Former German Chancellor Helmut Kohl Helps Celebrate 20 Years of German Unity
He’s now 80 years old and confined to a wheelchair, but Helmut Kohl is still seen as the architect of German reunification.
Kohl was post-war Germany’s longest serving chancellor, in office from 1982 to 1998.
He was accompanied by his wife Maike and Chancellor Angela Merkel at the event and was presented with a bunch of flowers by the President of the German Parliament, Norbert Lammert.
The anniversary was marked with a show of music and dance and concluded with the singing of the German national anthem.
Merkel was recently quoted in a German magazine as saying that unification had been for the most part a success in the past 20 years even though there are major gaps between the east and west.
Wages in the formerly communist east are lower, while unemployment is higher.
And the eastern population has shrunk by two million as mostly young people move west in search of jobs.
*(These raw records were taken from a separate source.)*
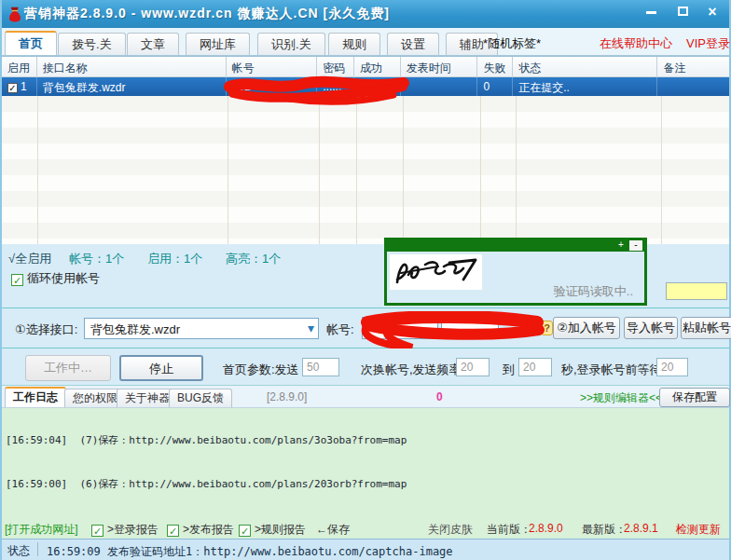 The height and width of the screenshot is (560, 731). Describe the element at coordinates (13, 88) in the screenshot. I see `row-checkbox: ✓` at that location.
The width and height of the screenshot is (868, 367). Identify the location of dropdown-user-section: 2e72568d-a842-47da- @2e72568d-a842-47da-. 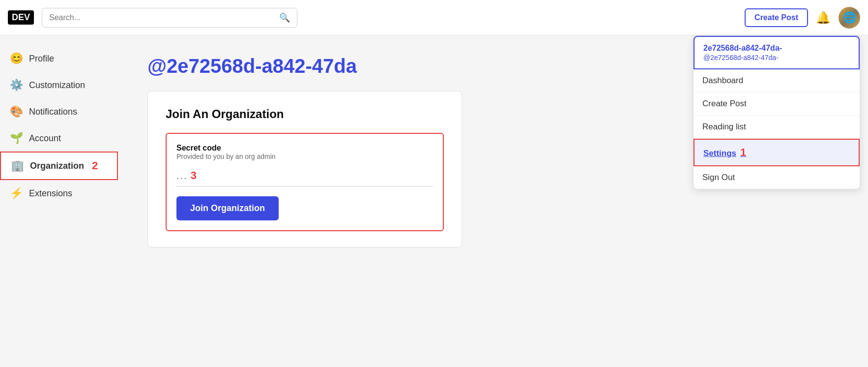
(777, 53).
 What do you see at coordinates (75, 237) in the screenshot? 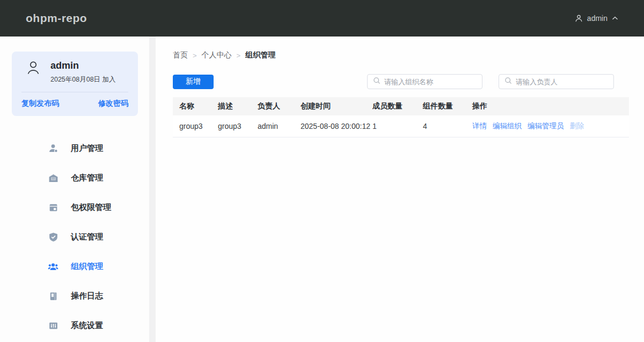
I see `sidebar-item-auth-management: 认证管理` at bounding box center [75, 237].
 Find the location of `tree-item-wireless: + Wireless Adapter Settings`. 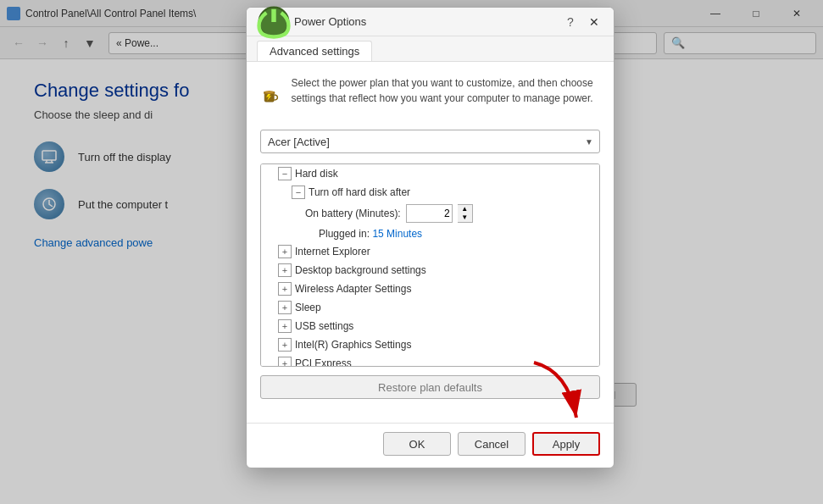

tree-item-wireless: + Wireless Adapter Settings is located at coordinates (431, 289).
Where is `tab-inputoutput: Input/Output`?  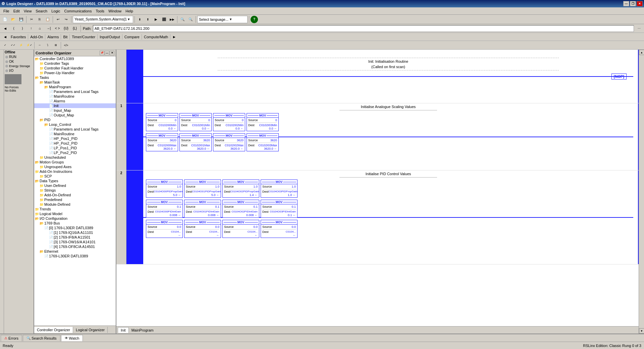 tab-inputoutput: Input/Output is located at coordinates (110, 37).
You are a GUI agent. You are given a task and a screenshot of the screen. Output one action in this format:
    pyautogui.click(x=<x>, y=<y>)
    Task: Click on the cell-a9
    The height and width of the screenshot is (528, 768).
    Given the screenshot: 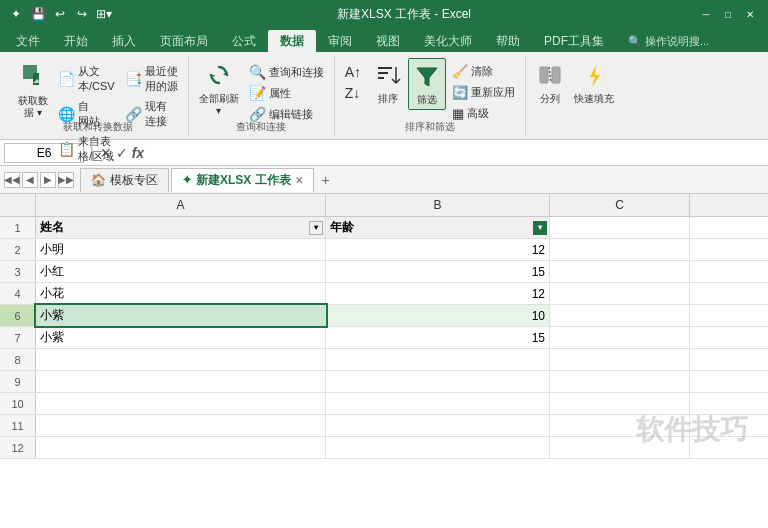 What is the action you would take?
    pyautogui.click(x=181, y=382)
    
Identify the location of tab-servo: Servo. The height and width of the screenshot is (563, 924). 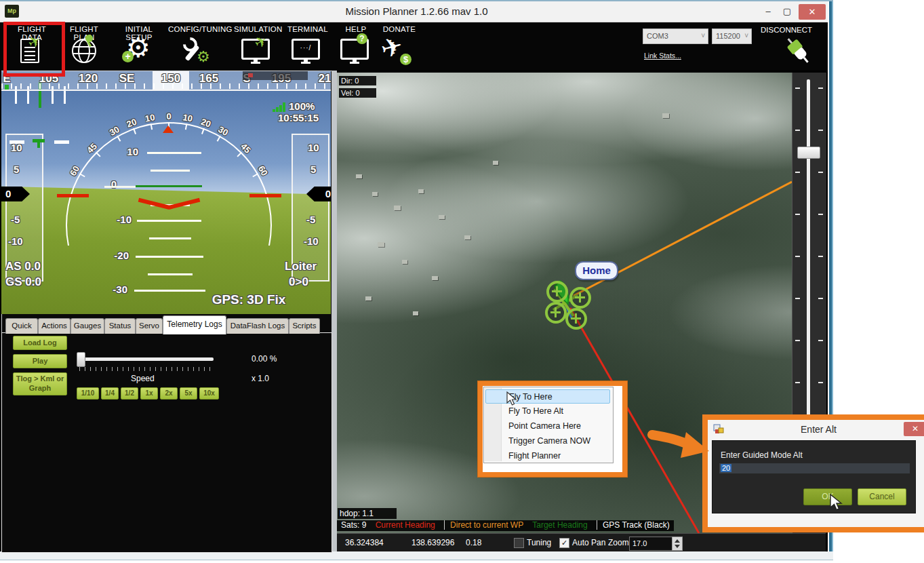
(149, 326).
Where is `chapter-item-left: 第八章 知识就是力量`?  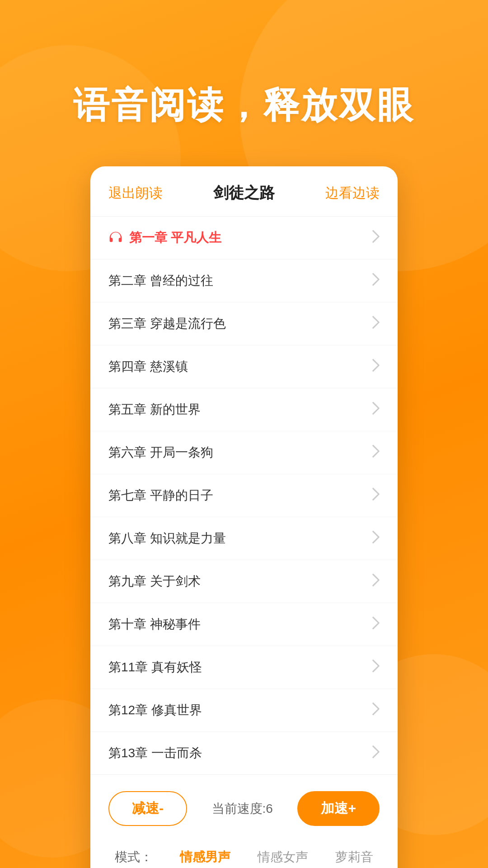 chapter-item-left: 第八章 知识就是力量 is located at coordinates (167, 538).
Merkel’s party, the conservative Christian Democrats, were at first the most popular party in the east — in part thanks to promises made by then-Chancellor Helmut Kohl. He said the east would turn into „flourishing landscapes“ in united Germany.
But when unemployment soared as eastern plants failed in the face of competition from the west, many easterners mocked Kohl’s words of „flourishing landscapes.“
The situation has gradually improved in some areas of the east.